I was reading one of Alan’s posts over at StillSecure, based on the Lending Tree debacle. He starts with a bit I totally agree with:
This sort of stealing your competitors information has been going on for decades, well before computers and cybercrime were around. However, this is a great example of some things not going out of style. Obtaining your competitors information is a great motive, computers are just the container where the information is kept.
This is something I’ve been harping on for a while- the only new thing about cybercrime is the vector; nearly every crime we see has a corollary in the physical world. Why? Because we’ve been screwing each other over since before we were technically humans. We’ve been taking things that don’t belong to us since far before we had any concept of commerce or society. That’s tens of thousands, if not hundreds of thousands, of years of criminal refinement. Nigerian 419 scam? It’s the Spanish Prisoner. DoS? It’s sabotage or a protection racket. You name the cybercrime, and I can name the pre-cyber-crime.
Now how does this practically apply to how security professionals do their job?
Focus on the crime, not the tech. When you’re piecing together your defenses, monitoring for incidents, or cleaning up a mess, always remember that someone attacked for a reason. If they didn’t steal something, hijack an asset for their own use, trespass for the fun of it, or vandalize/break something, keep looking. Odds are you still haven’t figured out why they are there, and what the real target is, and your day ain’t over yet.
A person may change, but people don’t.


GOAL OF THE EXERCISE:
Drop all pictures and repeat exactly the lines from the line holding "Enumerate the UI" through the end of the records.

DATA EXCERPTS:

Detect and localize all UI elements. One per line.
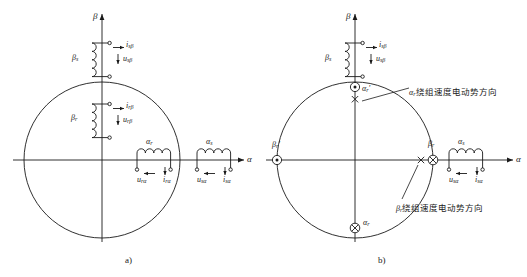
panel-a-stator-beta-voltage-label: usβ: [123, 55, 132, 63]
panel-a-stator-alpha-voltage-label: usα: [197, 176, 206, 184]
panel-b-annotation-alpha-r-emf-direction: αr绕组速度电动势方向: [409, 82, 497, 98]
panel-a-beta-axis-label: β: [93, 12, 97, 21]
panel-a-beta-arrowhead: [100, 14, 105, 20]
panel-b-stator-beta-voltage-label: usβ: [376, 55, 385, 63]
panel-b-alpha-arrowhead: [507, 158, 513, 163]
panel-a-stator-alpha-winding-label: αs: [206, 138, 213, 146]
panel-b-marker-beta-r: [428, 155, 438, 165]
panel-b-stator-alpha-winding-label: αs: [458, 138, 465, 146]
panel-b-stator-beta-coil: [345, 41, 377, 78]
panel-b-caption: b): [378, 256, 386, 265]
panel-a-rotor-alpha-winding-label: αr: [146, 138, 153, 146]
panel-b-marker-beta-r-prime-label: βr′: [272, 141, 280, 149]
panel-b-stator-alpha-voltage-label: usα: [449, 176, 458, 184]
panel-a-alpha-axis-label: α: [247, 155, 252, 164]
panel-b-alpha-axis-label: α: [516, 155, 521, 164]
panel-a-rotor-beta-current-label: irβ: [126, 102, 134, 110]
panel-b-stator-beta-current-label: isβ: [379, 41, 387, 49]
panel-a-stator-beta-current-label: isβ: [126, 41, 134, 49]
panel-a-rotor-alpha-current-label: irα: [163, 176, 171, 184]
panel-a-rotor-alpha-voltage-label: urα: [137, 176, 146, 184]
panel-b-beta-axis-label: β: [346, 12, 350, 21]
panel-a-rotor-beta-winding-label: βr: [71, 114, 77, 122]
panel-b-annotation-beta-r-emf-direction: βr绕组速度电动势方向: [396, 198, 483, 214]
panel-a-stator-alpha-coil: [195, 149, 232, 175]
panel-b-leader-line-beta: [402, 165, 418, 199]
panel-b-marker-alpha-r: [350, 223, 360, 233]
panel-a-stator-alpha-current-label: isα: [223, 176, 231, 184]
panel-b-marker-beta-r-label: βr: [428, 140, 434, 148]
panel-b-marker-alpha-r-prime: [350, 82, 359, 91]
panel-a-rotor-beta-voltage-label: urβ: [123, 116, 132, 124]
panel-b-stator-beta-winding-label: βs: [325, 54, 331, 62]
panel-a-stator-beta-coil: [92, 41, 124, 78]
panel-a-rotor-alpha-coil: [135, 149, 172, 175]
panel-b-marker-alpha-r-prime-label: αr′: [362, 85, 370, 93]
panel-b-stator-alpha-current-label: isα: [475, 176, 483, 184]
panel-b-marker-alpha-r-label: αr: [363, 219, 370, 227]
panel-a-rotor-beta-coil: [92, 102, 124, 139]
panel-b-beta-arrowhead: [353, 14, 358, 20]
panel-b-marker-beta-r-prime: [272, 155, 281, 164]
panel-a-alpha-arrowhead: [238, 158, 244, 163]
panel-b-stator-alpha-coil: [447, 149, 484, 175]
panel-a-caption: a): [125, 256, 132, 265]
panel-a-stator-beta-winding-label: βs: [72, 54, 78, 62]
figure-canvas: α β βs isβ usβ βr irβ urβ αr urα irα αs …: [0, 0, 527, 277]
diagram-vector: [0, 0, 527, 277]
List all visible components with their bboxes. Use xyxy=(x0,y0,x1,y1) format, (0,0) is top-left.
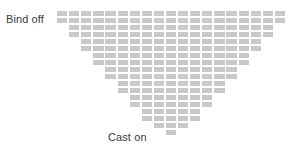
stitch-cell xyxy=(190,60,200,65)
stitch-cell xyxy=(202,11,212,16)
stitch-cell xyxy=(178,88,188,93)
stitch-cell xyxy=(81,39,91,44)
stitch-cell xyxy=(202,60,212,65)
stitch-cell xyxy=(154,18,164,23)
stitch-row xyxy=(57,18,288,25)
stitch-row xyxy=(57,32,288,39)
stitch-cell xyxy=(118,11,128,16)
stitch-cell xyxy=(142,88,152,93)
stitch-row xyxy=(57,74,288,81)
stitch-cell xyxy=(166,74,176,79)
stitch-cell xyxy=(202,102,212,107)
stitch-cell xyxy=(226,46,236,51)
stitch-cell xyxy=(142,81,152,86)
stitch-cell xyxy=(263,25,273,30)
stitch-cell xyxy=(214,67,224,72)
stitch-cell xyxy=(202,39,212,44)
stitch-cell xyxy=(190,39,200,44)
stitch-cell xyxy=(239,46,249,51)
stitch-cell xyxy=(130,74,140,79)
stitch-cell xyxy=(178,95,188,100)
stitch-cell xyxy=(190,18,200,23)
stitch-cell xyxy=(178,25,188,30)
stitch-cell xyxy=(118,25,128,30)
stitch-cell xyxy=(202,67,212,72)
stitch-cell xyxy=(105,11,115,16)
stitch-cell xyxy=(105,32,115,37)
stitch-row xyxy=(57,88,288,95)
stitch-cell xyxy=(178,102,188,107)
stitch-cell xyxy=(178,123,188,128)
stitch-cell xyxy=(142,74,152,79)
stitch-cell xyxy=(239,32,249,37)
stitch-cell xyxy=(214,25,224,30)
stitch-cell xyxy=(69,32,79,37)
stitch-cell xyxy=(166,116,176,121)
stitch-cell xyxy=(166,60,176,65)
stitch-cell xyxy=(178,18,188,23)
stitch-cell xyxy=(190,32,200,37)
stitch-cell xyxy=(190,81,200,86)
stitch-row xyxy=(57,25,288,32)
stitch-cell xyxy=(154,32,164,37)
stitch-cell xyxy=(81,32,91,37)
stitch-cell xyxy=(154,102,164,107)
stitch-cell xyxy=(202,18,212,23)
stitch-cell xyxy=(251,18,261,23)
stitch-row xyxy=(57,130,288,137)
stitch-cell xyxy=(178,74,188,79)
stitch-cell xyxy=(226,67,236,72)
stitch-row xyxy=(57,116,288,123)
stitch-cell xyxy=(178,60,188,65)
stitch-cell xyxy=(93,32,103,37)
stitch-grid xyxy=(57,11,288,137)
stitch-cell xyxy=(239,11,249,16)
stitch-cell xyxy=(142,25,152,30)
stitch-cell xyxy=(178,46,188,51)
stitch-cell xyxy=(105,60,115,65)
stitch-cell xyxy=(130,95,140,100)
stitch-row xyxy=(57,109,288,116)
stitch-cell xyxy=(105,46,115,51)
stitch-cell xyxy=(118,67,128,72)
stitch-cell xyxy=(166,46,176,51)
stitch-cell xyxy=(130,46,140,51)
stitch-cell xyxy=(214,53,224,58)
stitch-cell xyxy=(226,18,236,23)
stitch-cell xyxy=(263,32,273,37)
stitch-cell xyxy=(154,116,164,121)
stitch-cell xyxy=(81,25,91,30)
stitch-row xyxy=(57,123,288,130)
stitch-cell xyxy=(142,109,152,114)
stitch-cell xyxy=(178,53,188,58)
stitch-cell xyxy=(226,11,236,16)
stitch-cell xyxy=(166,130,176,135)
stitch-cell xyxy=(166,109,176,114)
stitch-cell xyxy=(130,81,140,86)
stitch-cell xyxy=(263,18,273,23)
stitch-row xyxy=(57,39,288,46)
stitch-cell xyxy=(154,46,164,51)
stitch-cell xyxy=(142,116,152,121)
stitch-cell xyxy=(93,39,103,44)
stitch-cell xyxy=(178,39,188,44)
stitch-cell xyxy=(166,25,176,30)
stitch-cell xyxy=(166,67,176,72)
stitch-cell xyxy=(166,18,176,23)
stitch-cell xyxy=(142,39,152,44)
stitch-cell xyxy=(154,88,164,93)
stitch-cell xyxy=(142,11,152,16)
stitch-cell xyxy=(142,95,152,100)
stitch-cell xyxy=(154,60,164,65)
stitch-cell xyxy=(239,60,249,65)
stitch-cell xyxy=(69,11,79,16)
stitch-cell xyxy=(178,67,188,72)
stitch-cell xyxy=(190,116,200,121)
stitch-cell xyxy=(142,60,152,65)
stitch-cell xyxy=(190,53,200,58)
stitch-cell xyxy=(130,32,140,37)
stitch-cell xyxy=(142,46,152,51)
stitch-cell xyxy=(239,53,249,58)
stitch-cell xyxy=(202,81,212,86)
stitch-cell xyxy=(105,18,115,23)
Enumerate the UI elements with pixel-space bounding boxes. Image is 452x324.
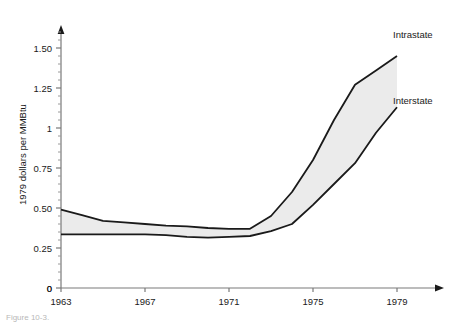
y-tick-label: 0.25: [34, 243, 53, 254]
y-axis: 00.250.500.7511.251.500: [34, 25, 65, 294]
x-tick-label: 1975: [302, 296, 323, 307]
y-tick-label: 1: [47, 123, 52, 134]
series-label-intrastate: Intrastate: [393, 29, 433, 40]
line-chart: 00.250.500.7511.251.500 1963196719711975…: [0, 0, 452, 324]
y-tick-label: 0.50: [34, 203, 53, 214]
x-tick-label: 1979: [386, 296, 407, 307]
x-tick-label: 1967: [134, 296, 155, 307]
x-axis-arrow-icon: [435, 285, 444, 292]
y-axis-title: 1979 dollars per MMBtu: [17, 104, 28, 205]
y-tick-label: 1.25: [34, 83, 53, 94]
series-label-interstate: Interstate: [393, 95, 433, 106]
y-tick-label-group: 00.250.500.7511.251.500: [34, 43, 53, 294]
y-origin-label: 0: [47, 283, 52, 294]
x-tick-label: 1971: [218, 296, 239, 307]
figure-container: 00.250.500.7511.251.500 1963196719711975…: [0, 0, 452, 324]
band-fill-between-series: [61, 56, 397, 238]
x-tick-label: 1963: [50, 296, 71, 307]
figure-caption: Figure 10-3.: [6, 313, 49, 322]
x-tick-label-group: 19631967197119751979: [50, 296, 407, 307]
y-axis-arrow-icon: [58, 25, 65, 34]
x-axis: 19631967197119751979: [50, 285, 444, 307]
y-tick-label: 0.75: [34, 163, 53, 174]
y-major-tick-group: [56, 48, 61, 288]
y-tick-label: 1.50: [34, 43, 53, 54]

RESULT FOR THIS EXERCISE:
Enumerate the UI elements with pixel-space bounding boxes. Image is 452x324.
y-tick-label: 0.25: [34, 243, 53, 254]
y-axis: 00.250.500.7511.251.500: [34, 25, 65, 294]
x-tick-label: 1975: [302, 296, 323, 307]
y-tick-label: 1: [47, 123, 52, 134]
series-label-intrastate: Intrastate: [393, 29, 433, 40]
line-chart: 00.250.500.7511.251.500 1963196719711975…: [0, 0, 452, 324]
y-tick-label: 0.50: [34, 203, 53, 214]
x-tick-label: 1979: [386, 296, 407, 307]
x-tick-label: 1967: [134, 296, 155, 307]
x-axis-arrow-icon: [435, 285, 444, 292]
y-axis-title: 1979 dollars per MMBtu: [17, 104, 28, 205]
y-tick-label: 1.25: [34, 83, 53, 94]
series-label-interstate: Interstate: [393, 95, 433, 106]
y-tick-label-group: 00.250.500.7511.251.500: [34, 43, 53, 294]
y-origin-label: 0: [47, 283, 52, 294]
x-tick-label: 1971: [218, 296, 239, 307]
figure-container: 00.250.500.7511.251.500 1963196719711975…: [0, 0, 452, 324]
band-fill-between-series: [61, 56, 397, 238]
x-tick-label: 1963: [50, 296, 71, 307]
figure-caption: Figure 10-3.: [6, 313, 49, 322]
x-tick-label-group: 19631967197119751979: [50, 296, 407, 307]
y-axis-arrow-icon: [58, 25, 65, 34]
x-axis: 19631967197119751979: [50, 285, 444, 307]
y-tick-label: 0.75: [34, 163, 53, 174]
y-major-tick-group: [56, 48, 61, 288]
y-tick-label: 1.50: [34, 43, 53, 54]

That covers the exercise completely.